Once lauded by the US Department of Commerce as a leader in China’s peer-to-peer (P2P) lending market, Dianrong is looking to raise USD 100 million as it buckles in to ride out a regulatory storm, the Financial Times reports.

The funding would give the Shanghai-based company a buffer to meet the RMB 500 million (USD 74.5 million) capital requirement that Beijing has proposed to set for nationwide operators. Just seven of 1,021 platforms operating today meet this minimum, according to Bloomberg.

Mounting regulation to combat an industry fraught with fraud has left Chinese P2P lenders in tatters. Half of the country’s online P2P platforms closed down in 2018, and 70% of remaining players are expected to disappear by the end of 2019, according to estimated by research firm Yingcan Group cited by Technode.

Dianrong itself began downsizing its business last year. This March, the company laid off 2,000 employees — about a third of its workforce — closed 60 of its 90 brick-and-mortar stores and cut 2,000 jobs. Weeks later, it confirmed it was short of cash and needed to liquidate its assets, saying management-level staff hadn’t been paid in over two months.

To reassure investors, company co-founder Kevin Guo recently put $10 million of his own money into Dianrong. His co-founding partner, Soul Htite, also co-founded of US-based P2P lending company Lending Club.

Dianrong is seeking funds from new and existing investors. Current shareholders include Singapore’s sovereign wealth fund GIC, Japan-based financial services company Oryx, and the Asian private equity branch of Standard Chartered, one of Jack Ma’s family offices, the hedge fund Tiger Global, and Hong Kong-based Sun Hung Kai.

The firm has previously raised over a half a billion dollars and was valued at USD 1.2 billion (over RMB 8 billion) during its last round of financing.

Meanwhile, the Chinese government is expected to roll out a pilot program to register P2P lenders in the second half of 2019, beginning with the more developed parts of China, and eventually rolling out to the entire country by 2020.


What is expected
Look below for the line containing "Describe the element at coordinates (812, 393)". Write out that line and the rest through the last one, exactly as they appear, but without pictures.

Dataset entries
==================================================

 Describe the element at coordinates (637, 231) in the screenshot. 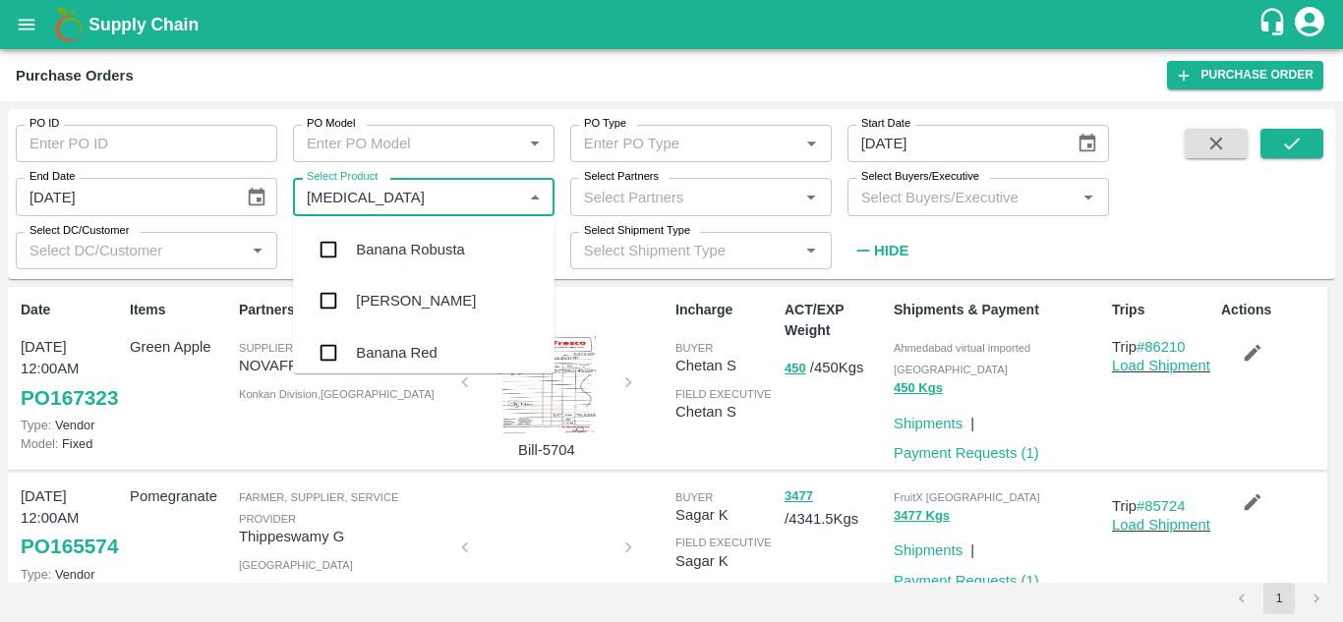

I see `label: Select Shipment Type` at that location.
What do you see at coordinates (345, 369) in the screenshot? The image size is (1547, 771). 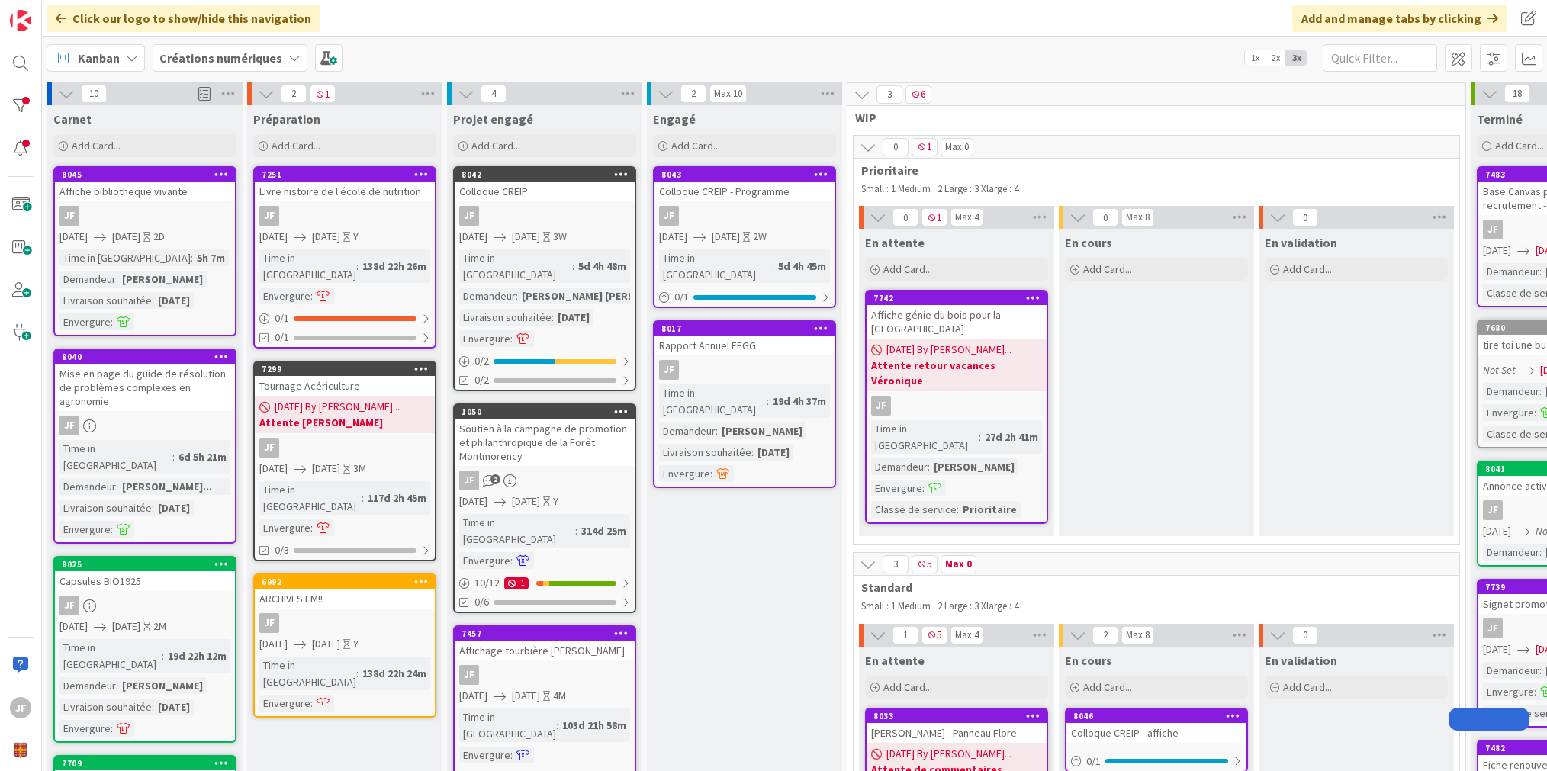 I see `div: 7299` at bounding box center [345, 369].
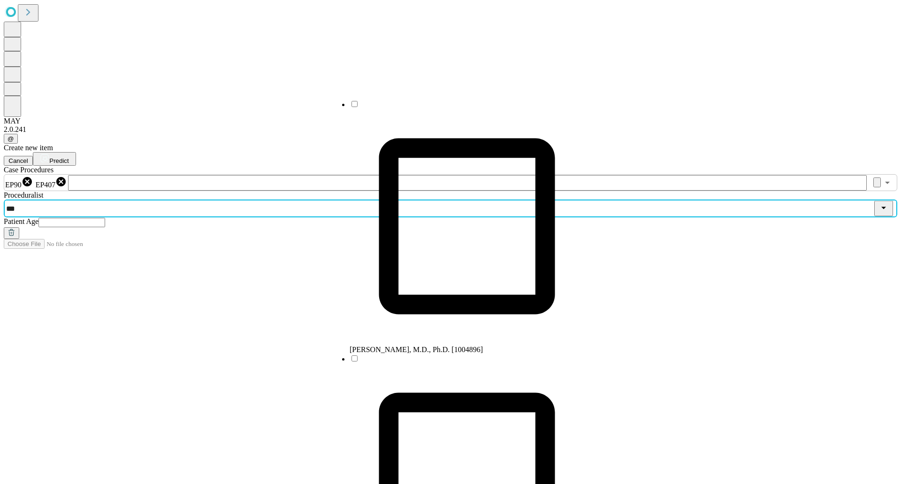  I want to click on span: EP407, so click(46, 185).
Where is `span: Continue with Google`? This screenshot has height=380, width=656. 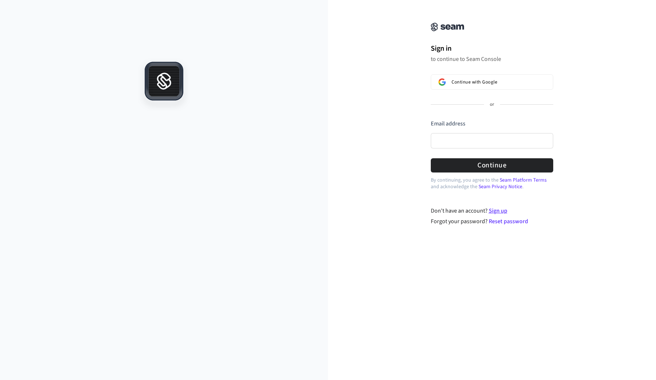
span: Continue with Google is located at coordinates (474, 82).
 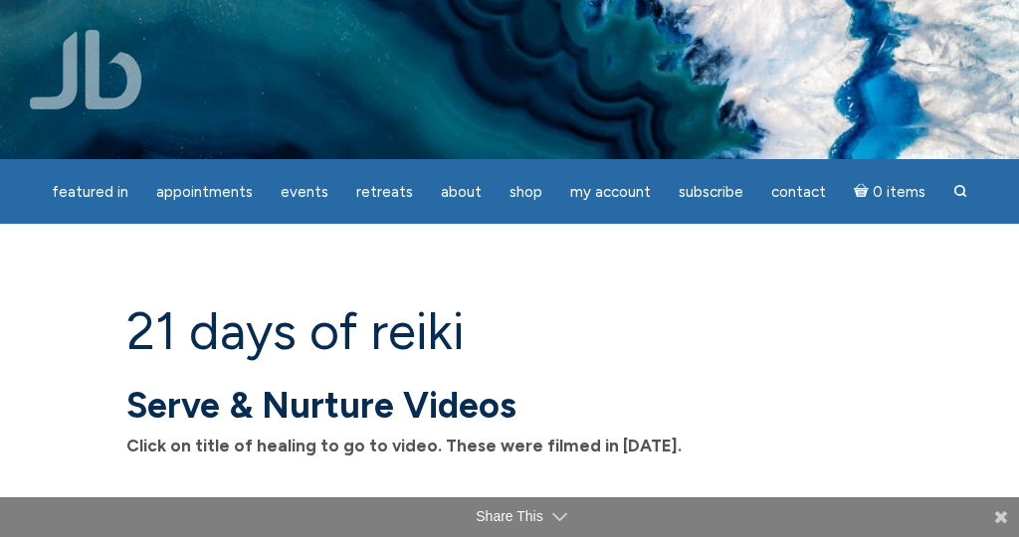 What do you see at coordinates (321, 405) in the screenshot?
I see `strong: Serve & Nurture Videos` at bounding box center [321, 405].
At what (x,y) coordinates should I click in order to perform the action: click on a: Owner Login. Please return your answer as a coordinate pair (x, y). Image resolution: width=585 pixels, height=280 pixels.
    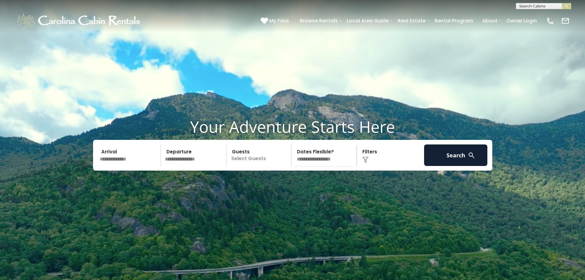
    Looking at the image, I should click on (521, 21).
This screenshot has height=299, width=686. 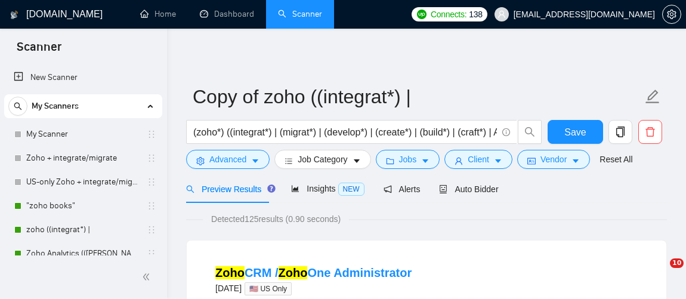 What do you see at coordinates (345, 132) in the screenshot?
I see `input: Search Freelance Jobs...` at bounding box center [345, 132].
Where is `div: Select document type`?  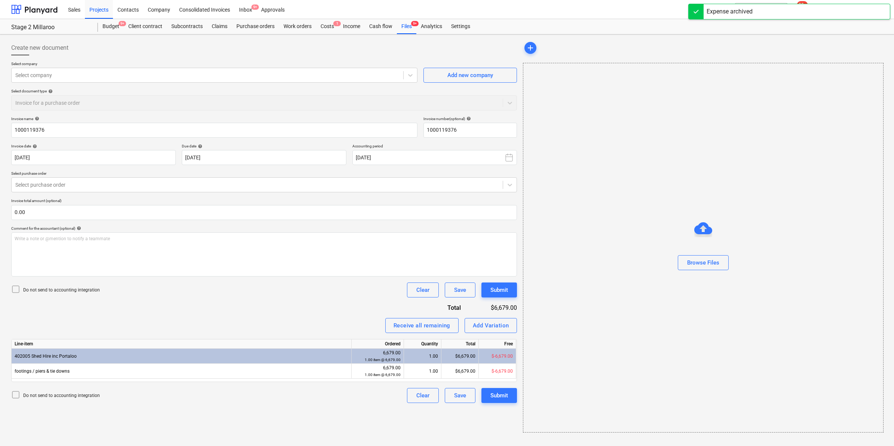
div: Select document type is located at coordinates (264, 91).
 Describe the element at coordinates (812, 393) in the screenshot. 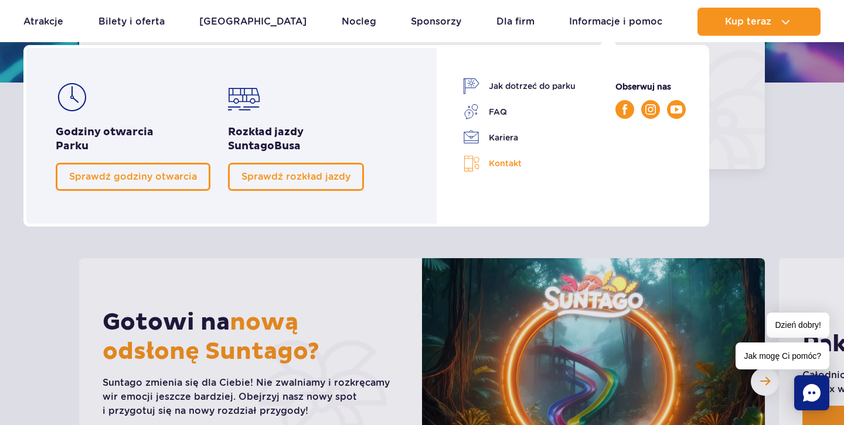

I see `div: Chat` at that location.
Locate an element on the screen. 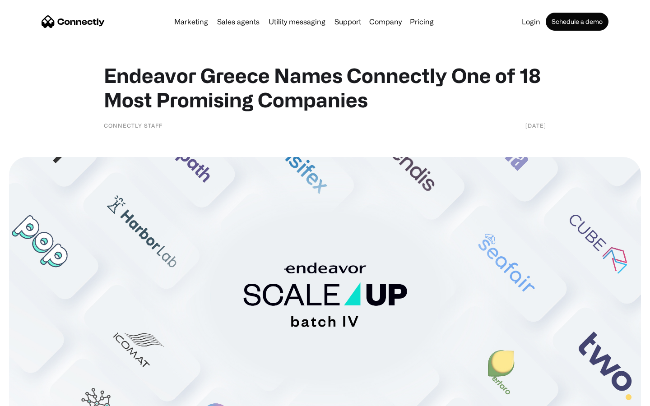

==================================================

Task solution
 Describe the element at coordinates (812, 393) in the screenshot. 

I see `div: Chat` at that location.
Locate an element on the screen. 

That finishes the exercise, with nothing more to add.